Until this moment, I had never seen a jaeger. Like the Sabine's Gull, this family of gull-like birds is almost exclusively pelagic, and they can even be difficult to spot from the coast. To see a lot of jaegers and see them well, one must get on a boat and travel out to sea. I have never been on a pelagic birding trip, but I have spent every fall and winter for the last ten years keeping an eye open for that one stray jaeger. Because, also like the Sabine's Gull, jaegers occasionally are found on inland lakes as they take a short-cut through the center of the United States.

The last time any jaeger species was seen in Missouri was 1996. Coincidentally, that sighting was also at Smithville Lake.

As I watched the jaeger gain altitude and, with remarkable speed, cover the entire distance of the main body of the lake (which is about one mile at its widest point), I dug back in my memory to find field marks that might help me separate the three jaeger species. But, because I have never tried to identify a jaeger before, the field marks were not lodged in my brain. I even had trouble recalling all three species by name. Parasitic ... Pomarine ... and ... and ... Long-tailed.

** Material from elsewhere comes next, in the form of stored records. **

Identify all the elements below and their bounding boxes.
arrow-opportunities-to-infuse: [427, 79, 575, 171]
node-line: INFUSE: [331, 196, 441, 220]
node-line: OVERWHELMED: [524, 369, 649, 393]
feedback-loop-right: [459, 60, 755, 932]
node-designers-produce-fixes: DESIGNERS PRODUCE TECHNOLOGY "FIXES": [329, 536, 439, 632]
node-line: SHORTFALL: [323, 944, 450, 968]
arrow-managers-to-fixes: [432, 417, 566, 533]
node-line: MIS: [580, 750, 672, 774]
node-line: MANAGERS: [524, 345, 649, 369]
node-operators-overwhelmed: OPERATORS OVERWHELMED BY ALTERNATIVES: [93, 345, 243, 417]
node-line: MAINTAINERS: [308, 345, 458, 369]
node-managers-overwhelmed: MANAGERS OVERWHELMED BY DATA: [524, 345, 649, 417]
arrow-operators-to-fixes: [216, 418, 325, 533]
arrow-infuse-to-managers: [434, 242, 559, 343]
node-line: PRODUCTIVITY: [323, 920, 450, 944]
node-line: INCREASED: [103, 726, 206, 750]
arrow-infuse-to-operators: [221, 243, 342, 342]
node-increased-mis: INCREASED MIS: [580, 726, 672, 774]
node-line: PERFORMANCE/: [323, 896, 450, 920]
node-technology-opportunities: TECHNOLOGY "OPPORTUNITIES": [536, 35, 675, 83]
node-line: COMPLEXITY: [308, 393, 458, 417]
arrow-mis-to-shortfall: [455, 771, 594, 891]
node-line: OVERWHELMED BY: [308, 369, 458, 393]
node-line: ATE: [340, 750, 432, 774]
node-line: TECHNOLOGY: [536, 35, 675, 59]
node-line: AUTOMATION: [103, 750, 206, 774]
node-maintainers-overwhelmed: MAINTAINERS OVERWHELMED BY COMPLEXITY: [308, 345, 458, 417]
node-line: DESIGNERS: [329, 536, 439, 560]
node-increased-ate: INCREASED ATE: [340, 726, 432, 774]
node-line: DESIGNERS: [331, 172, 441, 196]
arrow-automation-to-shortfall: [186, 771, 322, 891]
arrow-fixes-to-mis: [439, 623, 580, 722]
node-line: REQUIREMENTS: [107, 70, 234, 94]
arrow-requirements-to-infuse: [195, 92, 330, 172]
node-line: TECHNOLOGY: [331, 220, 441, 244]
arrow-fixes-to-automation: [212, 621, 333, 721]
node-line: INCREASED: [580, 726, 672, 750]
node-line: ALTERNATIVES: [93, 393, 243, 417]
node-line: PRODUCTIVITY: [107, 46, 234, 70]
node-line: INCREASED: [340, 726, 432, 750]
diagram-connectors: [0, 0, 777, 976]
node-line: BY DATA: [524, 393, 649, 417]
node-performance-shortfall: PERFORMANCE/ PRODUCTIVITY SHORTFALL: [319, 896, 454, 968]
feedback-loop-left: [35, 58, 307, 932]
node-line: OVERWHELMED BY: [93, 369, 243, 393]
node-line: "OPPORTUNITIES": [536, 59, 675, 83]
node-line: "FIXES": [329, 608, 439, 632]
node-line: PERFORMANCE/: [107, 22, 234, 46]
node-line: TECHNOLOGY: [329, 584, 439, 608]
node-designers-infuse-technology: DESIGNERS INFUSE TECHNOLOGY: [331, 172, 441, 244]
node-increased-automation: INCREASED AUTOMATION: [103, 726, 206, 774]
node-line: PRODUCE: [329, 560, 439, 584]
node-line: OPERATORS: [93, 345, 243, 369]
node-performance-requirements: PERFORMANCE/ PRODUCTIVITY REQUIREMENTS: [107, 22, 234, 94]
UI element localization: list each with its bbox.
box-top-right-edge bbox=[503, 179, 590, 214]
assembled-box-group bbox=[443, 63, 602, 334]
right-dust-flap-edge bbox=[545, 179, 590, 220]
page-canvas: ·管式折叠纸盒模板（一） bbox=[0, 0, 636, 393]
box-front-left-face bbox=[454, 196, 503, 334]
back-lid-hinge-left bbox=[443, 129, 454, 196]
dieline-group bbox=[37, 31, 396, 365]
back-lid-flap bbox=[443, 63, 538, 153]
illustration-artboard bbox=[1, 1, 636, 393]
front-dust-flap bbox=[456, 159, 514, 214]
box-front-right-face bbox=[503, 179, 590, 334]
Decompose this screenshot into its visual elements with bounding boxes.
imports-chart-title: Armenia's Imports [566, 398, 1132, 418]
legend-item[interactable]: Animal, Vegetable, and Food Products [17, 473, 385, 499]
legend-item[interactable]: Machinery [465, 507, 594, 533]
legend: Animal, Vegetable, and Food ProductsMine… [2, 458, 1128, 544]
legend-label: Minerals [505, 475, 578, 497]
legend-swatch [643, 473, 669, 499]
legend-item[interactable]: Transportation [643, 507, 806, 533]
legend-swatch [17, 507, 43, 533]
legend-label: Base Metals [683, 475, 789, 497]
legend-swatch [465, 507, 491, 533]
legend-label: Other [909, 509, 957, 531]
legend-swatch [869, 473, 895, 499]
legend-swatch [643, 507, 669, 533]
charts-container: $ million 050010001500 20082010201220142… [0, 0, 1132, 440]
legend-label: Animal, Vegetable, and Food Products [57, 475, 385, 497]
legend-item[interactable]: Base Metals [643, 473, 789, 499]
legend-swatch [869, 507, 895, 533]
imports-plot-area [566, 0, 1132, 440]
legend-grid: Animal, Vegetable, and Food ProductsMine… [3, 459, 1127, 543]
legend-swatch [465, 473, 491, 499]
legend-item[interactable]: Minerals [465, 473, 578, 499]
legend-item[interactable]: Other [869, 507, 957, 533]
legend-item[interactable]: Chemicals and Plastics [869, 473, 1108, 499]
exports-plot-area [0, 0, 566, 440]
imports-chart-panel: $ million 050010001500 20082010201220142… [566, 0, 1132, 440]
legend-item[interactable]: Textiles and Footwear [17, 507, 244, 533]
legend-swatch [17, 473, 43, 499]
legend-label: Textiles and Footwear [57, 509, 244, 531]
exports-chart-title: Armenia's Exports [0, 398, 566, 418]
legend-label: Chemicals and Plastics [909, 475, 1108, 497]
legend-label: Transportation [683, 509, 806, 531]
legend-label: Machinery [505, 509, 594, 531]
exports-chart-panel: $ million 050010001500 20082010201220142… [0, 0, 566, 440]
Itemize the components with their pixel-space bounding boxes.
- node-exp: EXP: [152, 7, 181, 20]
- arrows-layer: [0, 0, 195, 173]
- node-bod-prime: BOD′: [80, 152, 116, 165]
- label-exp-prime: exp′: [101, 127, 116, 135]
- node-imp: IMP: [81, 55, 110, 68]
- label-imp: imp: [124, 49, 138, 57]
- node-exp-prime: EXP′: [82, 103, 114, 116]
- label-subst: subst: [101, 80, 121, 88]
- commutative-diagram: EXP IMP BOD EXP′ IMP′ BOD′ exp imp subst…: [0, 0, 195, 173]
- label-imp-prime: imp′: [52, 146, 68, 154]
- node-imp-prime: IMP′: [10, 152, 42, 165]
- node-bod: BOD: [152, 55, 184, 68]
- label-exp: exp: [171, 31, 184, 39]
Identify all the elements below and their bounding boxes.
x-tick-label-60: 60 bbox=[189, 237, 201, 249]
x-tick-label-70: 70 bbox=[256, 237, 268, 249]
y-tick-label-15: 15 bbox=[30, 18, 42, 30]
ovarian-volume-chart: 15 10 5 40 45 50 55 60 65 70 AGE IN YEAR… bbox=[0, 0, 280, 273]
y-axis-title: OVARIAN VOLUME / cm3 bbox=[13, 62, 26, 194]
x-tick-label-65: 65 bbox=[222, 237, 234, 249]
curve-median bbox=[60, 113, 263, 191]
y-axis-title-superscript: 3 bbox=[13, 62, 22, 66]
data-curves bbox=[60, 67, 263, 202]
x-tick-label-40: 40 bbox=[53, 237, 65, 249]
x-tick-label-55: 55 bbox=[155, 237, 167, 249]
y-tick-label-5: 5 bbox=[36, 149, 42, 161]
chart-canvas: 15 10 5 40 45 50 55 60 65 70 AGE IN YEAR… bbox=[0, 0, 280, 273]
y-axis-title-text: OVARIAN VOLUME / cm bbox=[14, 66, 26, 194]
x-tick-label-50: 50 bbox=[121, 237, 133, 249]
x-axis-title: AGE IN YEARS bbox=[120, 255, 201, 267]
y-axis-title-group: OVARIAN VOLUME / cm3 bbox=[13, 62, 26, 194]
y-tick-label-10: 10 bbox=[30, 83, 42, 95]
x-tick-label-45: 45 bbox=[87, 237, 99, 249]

In their brown juvenile plumage, all three are very similar. I have heard horror stories about multiple birders seeing the same bird independently, and independently they each arrived at a different identification. Knowing the identification conundrum I was up against, I simply watched the bird and took as many mental notes as I could. And I occasionally glanced toward the shoreline to make sure my daughter had not fallen into the lake.

"Adrian, I have a really good bird here," I called.

"Good, Mom!" she said encouragingly, taking off her shoes to tiptoe across the rocks.

"Adrian, did you know you're my lucky charm?" I called. Three years earlier, when she was just four months old riding on my chest in a Baby Björn, we kicked up a Common Ground-Dove in a field near our home. It turned out to be only the sixth time that particular dove species had been seen in the state.

"Yeah, Mom," Adrian replied.

She has no idea, really, but—like the man in my life—she already knows that sometimes it's best to humor me when my eye is on my scope and my heart is in my throat.

Identification, misidentification

That first evening, I spent more than 30 minutes watching the bird fly. By then, Adrian had thoroughly soaked her clothes with lake water and we needed to go home. Before we left the parking lot, I wrote down everything I observed. After making a written description and sketching the bird from several angles, I opened my Sibley field guide, confident that I would have an identification—and immediately became lost. I had no idea what I had just seen. Parasitic Jaeger? Pomarine Jaeger? Long-tailed Jaeger? I did not know. But it was time to go home.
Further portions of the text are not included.